As it now stands, we may well have seen the last chance for the greatest passer in the game to make it to the Super Bowl.
***
After 11 postseason games, Tom Brady finally threw a bad pass. With the New England Patriots lurking at the 5-yard line, trailing 10-6 in the third quarter of Saturday’s loss to the Denver Broncos, Brady, under pressure, off the wrong foot, at a bad angle, fired a pass to the corner of the end zone for wideout Troy Brown. It looked like the start of yet another postseason comeback for the champion Patriots. But Broncos cornerback Champ Bailey intercepted it in the end zone and ran 100 yards to the Patriots’ 1. Just like that, instead of 13-10 New England, it was 17-6 Denver.
The play did not decide the game, but it was most definitely the play of the game. If it doesn’t happen, the game is probably up for grabs in the final minutes. I would have liked to have seen what would have happened in that situation, because the Broncos, playing on their home field in their biggest postseason game in years, were surprisingly beatable.
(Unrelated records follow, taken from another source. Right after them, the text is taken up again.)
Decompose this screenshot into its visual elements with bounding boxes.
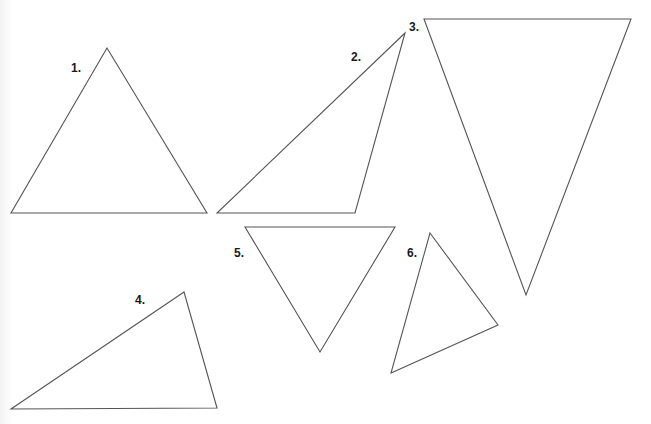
triangle-5-label: 5. — [234, 247, 244, 259]
triangles-drawing — [0, 0, 651, 424]
triangle-2-label: 2. — [351, 51, 361, 63]
triangle-4-label: 4. — [135, 294, 145, 306]
triangle-1-label: 1. — [71, 62, 81, 74]
triangle-4 — [11, 292, 217, 409]
triangle-1 — [11, 48, 207, 213]
triangle-2 — [217, 33, 405, 213]
triangle-worksheet: 1. 2. 3. 4. 5. 6. — [0, 0, 651, 424]
triangle-5 — [245, 227, 395, 352]
triangle-3-label: 3. — [409, 21, 419, 33]
triangle-3 — [424, 19, 631, 295]
triangle-6-label: 6. — [407, 247, 417, 259]
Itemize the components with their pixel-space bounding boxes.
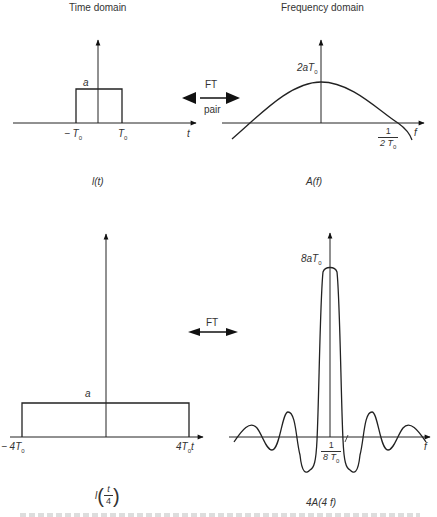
top-f-axis-label: f bbox=[414, 127, 417, 138]
diagram-canvas bbox=[0, 0, 437, 517]
bottom-freq-plot bbox=[229, 233, 430, 472]
ft-label-bottom: FT bbox=[206, 317, 218, 328]
bottom-peak-label: 8aT0 bbox=[301, 253, 322, 266]
top-amplitude-label: a bbox=[83, 77, 89, 88]
top-t-axis-label: t bbox=[187, 128, 190, 139]
top-ft-arrows bbox=[182, 92, 240, 104]
pair-label: pair bbox=[204, 104, 221, 115]
rect-pulse bbox=[76, 89, 122, 123]
top-time-caption: l(t) bbox=[92, 176, 104, 187]
top-time-plot bbox=[13, 40, 196, 123]
bottom-time-caption: l ( t 4 ) bbox=[95, 484, 120, 507]
top-freq-plot bbox=[222, 40, 424, 140]
frequency-domain-header: Frequency domain bbox=[281, 2, 364, 13]
tick-leader bbox=[345, 435, 348, 442]
top-left-tick: − T0 bbox=[64, 128, 82, 141]
top-zero-tick: 1 2 T0 bbox=[378, 126, 398, 153]
bottom-ft-arrows bbox=[188, 328, 238, 336]
bottom-zero-tick: 1 8 T0 bbox=[321, 440, 341, 467]
top-right-tick: T0 bbox=[118, 128, 127, 141]
bottom-right-tick: 4T0t bbox=[176, 441, 194, 454]
ft-label-top: FT bbox=[205, 79, 217, 90]
time-domain-header: Time domain bbox=[69, 2, 126, 13]
bottom-left-tick: − 4T0 bbox=[1, 441, 25, 454]
bottom-f-axis-label: f bbox=[424, 441, 427, 452]
top-freq-caption: A(f) bbox=[306, 176, 322, 187]
top-peak-label: 2aT0 bbox=[297, 62, 318, 75]
bottom-freq-caption: 4A(4 f) bbox=[306, 497, 336, 508]
bottom-time-plot bbox=[10, 234, 203, 437]
clipped-figure-caption bbox=[20, 513, 420, 517]
bottom-amplitude-label: a bbox=[85, 388, 91, 399]
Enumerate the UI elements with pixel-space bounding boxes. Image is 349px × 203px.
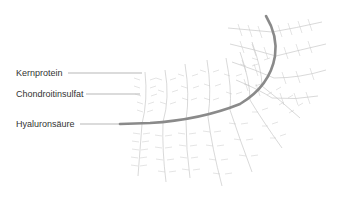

On ESPN’s The Sports Reporters yesterday, Mike Lupica suggested, “This is what happens when Tom Brady has to play a better team in the playoffs.” The inference is, I assume, that Brady only won all those other playoff games because his team was better than the other team. (Not true, by the way; it’s easy to forget now that the Patriots’ victory over the St. Louis Rams in the 2001 Super Bowl is one of the biggest upsets in NFL history.)
The Broncos were the better team all season long, including a 28-20 victory over the Pats in Denver on October 16, but New England was the better team on Saturday. They outgained Denver by a whopping 420 yards to 286, stuffed the Denver run to just 3 yards a pop, sacked Jake Plummer twice against zero sacks on Brady, and, for good measure, had 187 yards in punt and kick returns to the Broncos’ 83.But that one interception by Bailey and three lost fumbles – the kind of flukes that happen when you’re not playing a key game on your home field – were the difference.
I don’t know how the Broncos could have been outplayed as much as they where when they have the biggest home advantage – perhaps the most unnatural home field advantage in all of sports, as they work out at that altitude regularly – and still played such indifferent football against an inferior team. In the end, playing at home might have been the only reason Denver won the game.
Denver coach Mike Shanahan has won two Super Bowls and has the best regular season record of any NFL coach since 1997; he is now 8-4 in the postseason. All of that is very impressive, but from 1998 to this season, his Broncos were 0-3 in the playoffs and missed the postseason three times. Shanahan is on the verge of winning back his reputation as a football genius, the legitimate heir to Bill Walsh’s throne, but grabbing the ring is going to require better planning and precision on the road than he and his team showed at home against the Patriots.
Mr. Barra is the author, most recently, of “The Last Coach: A Life of Paul ‘Bear’ Bryant.”